OCR Output

MODERNIZATION, MIGRATION AND NATIONAL IDENTITY IN THE ARGENTINE CASE, 1870-1945

Associations included societies for the protection of immigrants; charity
societies; cultural and recreational societies, especially for the elites (such
as the Spanish Club or the Italian Circle); regional societies, more abundant
in Italian and Spanish cases during the first half of the 20" century; societies
of veterans, created after the Great War; and mutual aid societies. These last
ones included basically adult men and carried out many functions: aid,
medical care, retirements, burials, and so on. We must add also hospitals,
orphanages and old people’s homes. Associations developed also ethnic and
patriotic functions in a complex relationship with chambers of commerce, big
enterprises and the diplomatic authorities of the motherland.

Ethnic nuclei evolution describes a parable that reaches its maximum level
of pluralism between the 1880s and the Great War. These nuclei were most
powerful and lasting in mutual aid societies rather than in ethnic schools.
In the latter case, religious schools such as those of Protestants and Jews but
also of Catholics (for example, Italian Salesian schools) were more lasting
than secular ones. The community press had a similar but faster evolution: by
1914 foreign journals, very important in the 1880s, were scarce and limited
to Buenos Aires only.

The decline of associations had three steps. First, conflicts were produced
by the economic, political, and military mobilization of the Great War not
only between the communities from countries at war (British, French, Austro¬
Hungarians, Germans, and Italians after 1915, etc.) but also neutral ones,
such as the big Spanish case. Studies show that British (4,852) and French
(5,800) combatants represented a very high percentage when compared to
the number of enlisted Italians (32,430). Although the Italian contingent
was approximately 6 times larger than the French and the British, the Italian
community in Argentina was in fact 11 times bigger than the French, and
over 33 times bigger than the British. While the figures for British and
Italian combatants do not discriminate between first- and second-generation
immigrants (like France, both countries based their citizenship on right of
blood), all data indicates that Anglo-Argentines’ participation was far higher
than the almost insignificant numbers of second-generation French and
Italian immigrants.' Even if there are no systematic studies, mobilization of
Germans and Austro-Hungarians was seemingly not very significant, since
most of them would not have been able to avoid the British naval blockade.

55 Emilio Franzina: La guerra lontana: il primo conflitto mondiale e gli italiani d’Argentina,
Estudios Migratorios Latinoamericanos, 44, 2000, 57-84; Caroline Douki: Les emigrés
face à la mobilisation militaire de |’Italie, 14-18 Aujourd ‘hui, 5, 2002, 159-180; Otero: La
guerra en la sangre. Los franco-argentinos ante la Primera Guerra Mundial, Buenos Aires,
Editorial Sudamericana, 2009; Maria Inés Tato: El llamado de la patria. Britänicos e italianos
residentes en la Argentina frente a la Primera Guerra Mundial, Estudios Migratorios
Latinoamericanos, 71, 2011, 273-292.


- _TASK PROMPT_
The word "level" turns up on some lines of this data; say how many, and give no other text.
GIVEN RECORDS: Begin
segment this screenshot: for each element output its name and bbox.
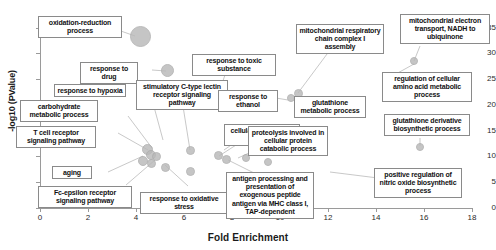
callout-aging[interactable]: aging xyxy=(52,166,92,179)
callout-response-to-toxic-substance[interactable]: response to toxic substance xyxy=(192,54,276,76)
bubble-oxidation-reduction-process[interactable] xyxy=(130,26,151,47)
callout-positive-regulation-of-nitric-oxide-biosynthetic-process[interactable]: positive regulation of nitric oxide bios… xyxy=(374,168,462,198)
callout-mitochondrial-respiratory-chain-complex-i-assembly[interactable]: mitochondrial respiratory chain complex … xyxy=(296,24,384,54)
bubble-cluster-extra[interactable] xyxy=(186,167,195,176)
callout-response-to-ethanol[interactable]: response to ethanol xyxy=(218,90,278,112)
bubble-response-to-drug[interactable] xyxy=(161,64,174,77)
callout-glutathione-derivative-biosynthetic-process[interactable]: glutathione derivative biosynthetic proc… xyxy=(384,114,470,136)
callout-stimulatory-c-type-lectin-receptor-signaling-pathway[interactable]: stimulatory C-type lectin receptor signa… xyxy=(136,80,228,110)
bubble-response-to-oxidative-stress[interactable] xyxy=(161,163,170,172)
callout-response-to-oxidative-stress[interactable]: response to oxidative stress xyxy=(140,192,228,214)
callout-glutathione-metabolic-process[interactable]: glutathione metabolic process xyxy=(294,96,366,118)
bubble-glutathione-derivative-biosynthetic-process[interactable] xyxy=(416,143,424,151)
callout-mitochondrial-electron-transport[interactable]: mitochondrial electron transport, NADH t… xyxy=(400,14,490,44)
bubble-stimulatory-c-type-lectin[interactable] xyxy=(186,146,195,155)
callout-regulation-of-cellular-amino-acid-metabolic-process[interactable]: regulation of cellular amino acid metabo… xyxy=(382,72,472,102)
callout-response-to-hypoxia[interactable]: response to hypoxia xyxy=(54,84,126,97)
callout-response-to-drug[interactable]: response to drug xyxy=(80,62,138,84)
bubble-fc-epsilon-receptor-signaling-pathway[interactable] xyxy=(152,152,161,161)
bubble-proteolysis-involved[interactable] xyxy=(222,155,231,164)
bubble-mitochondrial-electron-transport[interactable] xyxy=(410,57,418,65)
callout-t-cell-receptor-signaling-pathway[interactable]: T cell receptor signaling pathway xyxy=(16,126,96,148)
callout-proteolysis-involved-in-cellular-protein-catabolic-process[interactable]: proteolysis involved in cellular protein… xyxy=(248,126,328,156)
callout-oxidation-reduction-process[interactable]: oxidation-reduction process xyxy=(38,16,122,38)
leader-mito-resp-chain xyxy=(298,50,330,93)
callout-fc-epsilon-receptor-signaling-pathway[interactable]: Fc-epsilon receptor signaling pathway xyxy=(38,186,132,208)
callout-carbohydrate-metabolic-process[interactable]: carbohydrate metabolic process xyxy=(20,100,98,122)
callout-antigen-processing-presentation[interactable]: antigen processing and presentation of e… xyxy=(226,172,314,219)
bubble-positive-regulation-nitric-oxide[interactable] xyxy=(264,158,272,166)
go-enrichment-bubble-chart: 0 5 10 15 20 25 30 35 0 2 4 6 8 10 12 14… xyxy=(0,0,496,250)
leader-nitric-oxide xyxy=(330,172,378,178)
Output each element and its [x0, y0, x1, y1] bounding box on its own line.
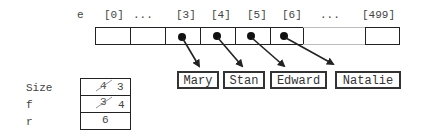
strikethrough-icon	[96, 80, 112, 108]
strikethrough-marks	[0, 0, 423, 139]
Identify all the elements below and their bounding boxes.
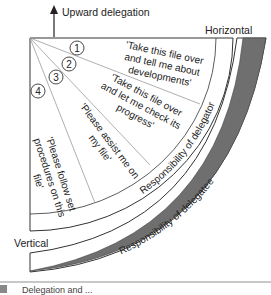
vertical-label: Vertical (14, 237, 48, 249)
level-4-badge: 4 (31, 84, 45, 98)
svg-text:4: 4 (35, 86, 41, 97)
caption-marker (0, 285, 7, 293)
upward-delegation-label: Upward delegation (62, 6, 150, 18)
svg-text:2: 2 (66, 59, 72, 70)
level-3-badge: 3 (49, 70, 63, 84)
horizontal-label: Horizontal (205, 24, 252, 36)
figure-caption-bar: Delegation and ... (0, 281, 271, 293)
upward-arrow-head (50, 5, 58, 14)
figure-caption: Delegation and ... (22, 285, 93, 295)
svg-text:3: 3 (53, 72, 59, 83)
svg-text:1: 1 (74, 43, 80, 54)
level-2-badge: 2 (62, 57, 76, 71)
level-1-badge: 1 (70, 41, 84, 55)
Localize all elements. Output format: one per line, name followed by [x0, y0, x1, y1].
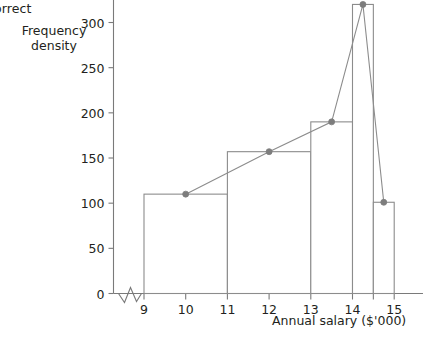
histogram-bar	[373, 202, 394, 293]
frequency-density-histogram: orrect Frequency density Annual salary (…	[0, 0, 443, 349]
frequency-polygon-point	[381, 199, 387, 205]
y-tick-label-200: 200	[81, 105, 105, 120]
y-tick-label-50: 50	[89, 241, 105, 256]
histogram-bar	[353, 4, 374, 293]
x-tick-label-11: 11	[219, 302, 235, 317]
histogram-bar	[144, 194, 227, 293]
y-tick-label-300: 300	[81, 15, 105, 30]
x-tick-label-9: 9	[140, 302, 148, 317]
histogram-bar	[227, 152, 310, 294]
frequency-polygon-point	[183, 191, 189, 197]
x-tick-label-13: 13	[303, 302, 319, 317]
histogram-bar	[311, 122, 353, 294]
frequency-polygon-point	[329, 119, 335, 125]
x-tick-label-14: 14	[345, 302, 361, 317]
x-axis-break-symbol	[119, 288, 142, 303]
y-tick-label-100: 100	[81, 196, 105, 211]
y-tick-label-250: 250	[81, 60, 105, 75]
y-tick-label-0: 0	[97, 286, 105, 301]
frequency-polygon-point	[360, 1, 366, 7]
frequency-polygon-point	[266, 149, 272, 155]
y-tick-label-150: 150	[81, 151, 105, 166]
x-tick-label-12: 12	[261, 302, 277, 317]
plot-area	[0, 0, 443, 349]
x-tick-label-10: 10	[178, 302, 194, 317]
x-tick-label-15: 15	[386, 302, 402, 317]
GIVEN RECORDS: End
- _WRITTEN SOLUTION_
4